I am very new to this forum and cloning. I am working on a school project on cloning. I am only seeing white colonies on the control DNA plate, it means that my control worked because the control DNA is designed to produce white colonies. I also see white colonies with very faint blue centers on my plate with the inserted ligation. Can I assume that these colonies have my insert. Pls advise .

-uglearner-

grow in broth and extract plasmid to check?

-Curtis-

uglearner on Wed Feb 2 20:16:23 2011 said:


I am very new to this forum and cloning. I am working on a school project on cloning. I am only seeing white colonies on the control DNA plate, it means that my control worked because the control DNA is designed to produce white colonies. I also see white colonies with very faint blue centers on my plate with the inserted ligation. Can I assume that these colonies have my insert. Pls advise .


Huh.. we never got to do this sort of stuff at school!

I don't know for sure, but I suspect, that the reason for the white colonies with blue only at the centre is because the X-Gal or IPTG got used up and metabolised by the centre of the colony as it grew towards the size which you observed it at. Thus, I'd reason that those colonies do not contain the insert. Still, I've been wrong many times before! As the Curtis suggests, you could find out for sure by extracting your plasmid and restricting or performing junction PCR. Not sure whether your school would provide the resources for this, though?

-seanspotatobusiness-

seanspotatobusiness on Fri Feb 4 18:12:56 2011 said:


uglearner on Wed Feb 2 20:16:23 2011 said:


I am very new to this forum and cloning. I am working on a school project on cloning. I am only seeing white colonies on the control DNA plate, it means that my control worked because the control DNA is designed to produce white colonies. I also see white colonies with very faint blue centers on my plate with the inserted ligation. Can I assume that these colonies have my insert. Pls advise .

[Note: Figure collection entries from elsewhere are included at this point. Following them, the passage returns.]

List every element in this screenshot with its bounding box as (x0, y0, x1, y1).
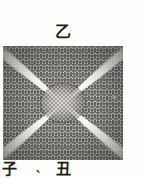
figure-bottom-caption-left: 子 (2, 162, 17, 177)
paper-speck (112, 96, 116, 99)
figure-bottom-caption-separator: 、 (36, 164, 46, 174)
figure-bottom-caption-right: 丑 (56, 162, 71, 177)
stippled-square-figure (3, 46, 123, 160)
star-center-speckle (40, 83, 86, 123)
top-edge-scuff (3, 46, 123, 50)
figure-bottom-caption-row: 子 、 丑 (0, 162, 126, 178)
figure-page: 乙 子 、 丑 (0, 0, 143, 178)
figure-top-caption: 乙 (0, 24, 126, 40)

Huh.. we never got to do this sort of stuff at school!

I don't know for sure, but I suspect, that the reason for the white colonies with blue only at the centre is because the X-Gal or IPTG got used up and metabolised by the centre of the colony as it grew towards the size which you observed it at. Thus, I'd reason that those colonies do not contain the insert. Still, I've been wrong many times before! As the Curtis suggests, you could find out for sure by extracting your plasmid and restricting or performing junction PCR. Not sure whether your school would provide the resources for this, though?


This was another of those times! I've just read in our Molecular Cloning book (Sambrook and Russel), page 1.125, "Colonies that carry recombinant plasmids do not contain active beta-galactosidase. These colonies are creamy-white or eggshell blue, sometimes with a faint blue spot in the center". So it sounds as though your colonies might very well (have) contain(ed) the desired plasmids!

Still, this raises the question for me, what's going on at the centre of those colonies to produce the blue colouration?

-seanspotatobusiness-

Possible of overlapping between inserted and non-inserted colonies. There is also a vary rare chances that your inserted fragment forming a recombinant proteins which is a weak but active beta-galactosidase gene.
I would do a streak plate to double verify the purity again before using it in my work.